Dr. Andre Fenton

Dr. Andre Fenton

Education:

B.Sc. BiologyMcGill University, MontrealGerald Pollackneurobiology of crickets
Research AssistantInstitute of Physiology, PragueBureš labinterhemispheric transfer of information
Ph.D.SUNY Downstate neurons involved in navigation and spatial memory

 

Post-doctoral:

Laboratory HeadInstitute of Physiology, PragueDept. Neurophysiology of MemoryInvented rotating arena tasks, place cell overdispersion and during navigation
Breakthrough in neuroscienceSUNY DownstateWith Dr. Todd Sacktorimportance of protein kinase M zeta for maintaining memory and long-term potentiation
co-founded Bio-Signal Groupmedtech company develops and sells miniaturized electroencephalography (EEG) machines and easy-to-use electrodes to assess brain function by measuring electrical brain activity from the scalps of people
Professor of neural scienceNew York UniversityNeurobiology of Cognition Laboratorymolecular, neural, behavioral and computational aspects of memory

Talk title: Cognition in the noise: remembering, remapping, and reframing cognition dynamics

How do we learn and know? For much of my career it was assumed that neurons respond to external stimuli as if to represent them, but an equally plausible model asserts that neuronal activity is fundamentally internally-organized and instead fit to external features. I will report on our investigations of acquired cognition through studies of spatially-tuned cells in the medial entorhinal cortex and hippocampus. We started with the “noise,” uncertainty of spatially tuned action potential discharge, a clue that cognitive variables might be in that noise. I’ll then discuss the discharge of head-direction cells in the medial entorhinal cortex, which remain internally-organized during navigation, despite their apparent loss of directional tuning to external features. We will then briefly consider how cognitive control training causes learning to learn and persistently altered information processing across synaptic populations of the entorhinal-hippocampal system. Finally, I will discuss recent studies of the remapping phenomenon, in which place fields rearrange according to cell-specific rules when the environment changes. A number of observations challenge the concept of ‘remapping,’ suggesting instead that hippocampal neural activity is  ‘reregistered’ because network activity is fundamentally internally-organized such that cofiring relationships amongst the cells are largely invariant across distinct environments, despite the cell-specific rearrangement of place fields. Collectively these studies promote a view that rather than represent external information, subjective, internally-organized activity in the entorhinal-hippocampal circuit is actively fit to the environment for processing information that enables navigation and serves cognition.

About Dr. Andre Fenton:

Dr. Andre Fenton and his group are investigating the role of the hippocampus in controlling how we choose relevant information to process, by studying the interaction of memories and neural activity in signaling information from multiple spatial frames. While rats and mice solve problems that require using relevant information and ignoring distractions, they make recordings from multiple sites and use computational tools to decode information from these recordings about cognitive variables like current location, memory, attention, and cognitive control. Evidence from this work suggests that neural activity is exquisitely coordinated on multiple time scales from milliseconds to minutes, so that neurons that represent the same information discharge together in time, but are desynchronized when representing conflicting information. They are studying specific disturbances of this neural coordination in rat and mouse models of schizophrenia, intellectual disability, autism, depression, epilepsy, and traumatic brain injury.

They have developed an inexpensive, miniature, wireless digital device for recording electrical brain activity from rats that have spontaneous seizures and abnormalities of neural coordination. Together with business and engineering partners, they founded Bio-Signal Group Corp. and have developed their brain-recording technology for medical applications in both conventional and novel clinical settings.

In response to the COVID-19 pandemic, André organized a volunteer group that designed and implemented a CPAP-Oxygen helmet treatment for COVID-19 in Nigeria and other LMICs and founded Med2.0 to use information technology for the patient-centric coordination of behavioral health services that is desperately needed to equitably deliver care for mental health.

André hosts “The Data Set” a new web series launching this winter on how data and analytics are being used to solve some of humanity’s biggest problems.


-- Problem details --
In the entries below, find the lines with the word "chart" and copy them.

Records from a data source:
════════════════════
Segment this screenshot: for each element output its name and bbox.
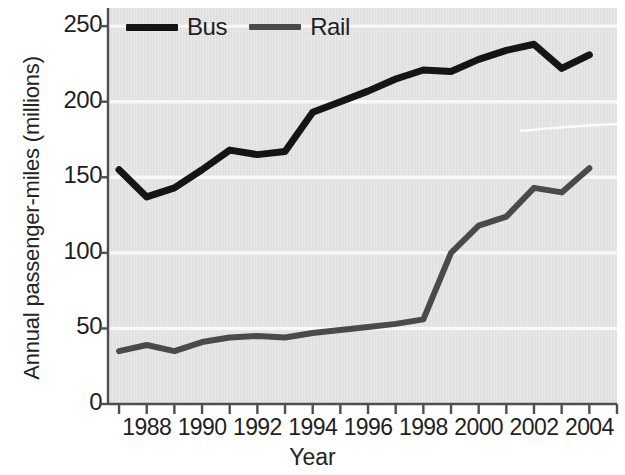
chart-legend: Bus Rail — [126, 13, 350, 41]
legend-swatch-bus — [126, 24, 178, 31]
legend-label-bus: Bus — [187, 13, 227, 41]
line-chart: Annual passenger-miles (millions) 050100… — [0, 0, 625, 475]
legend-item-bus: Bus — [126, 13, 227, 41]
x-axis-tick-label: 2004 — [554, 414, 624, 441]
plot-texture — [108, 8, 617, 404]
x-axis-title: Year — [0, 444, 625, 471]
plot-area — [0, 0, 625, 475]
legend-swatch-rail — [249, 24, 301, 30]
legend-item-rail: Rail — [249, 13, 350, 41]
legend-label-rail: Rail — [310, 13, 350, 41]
════════════════════
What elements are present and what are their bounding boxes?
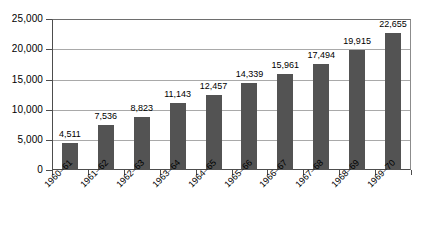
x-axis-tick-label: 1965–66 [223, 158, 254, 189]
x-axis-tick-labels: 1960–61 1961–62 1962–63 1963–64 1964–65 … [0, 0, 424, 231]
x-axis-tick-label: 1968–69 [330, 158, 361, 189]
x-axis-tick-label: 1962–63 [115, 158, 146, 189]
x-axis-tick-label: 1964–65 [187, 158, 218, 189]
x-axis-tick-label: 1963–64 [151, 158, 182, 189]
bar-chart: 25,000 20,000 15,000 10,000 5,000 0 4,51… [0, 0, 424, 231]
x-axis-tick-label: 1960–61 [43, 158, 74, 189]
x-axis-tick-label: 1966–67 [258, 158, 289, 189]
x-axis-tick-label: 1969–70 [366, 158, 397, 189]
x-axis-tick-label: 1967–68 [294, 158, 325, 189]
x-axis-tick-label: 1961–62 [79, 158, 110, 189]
════════════════════
-- Worked solution --
chart-legend: Bus Rail — [126, 13, 350, 41]
line-chart: Annual passenger-miles (millions) 050100… — [0, 0, 625, 475]
bar-chart: 25,000 20,000 15,000 10,000 5,000 0 4,51… [0, 0, 424, 231]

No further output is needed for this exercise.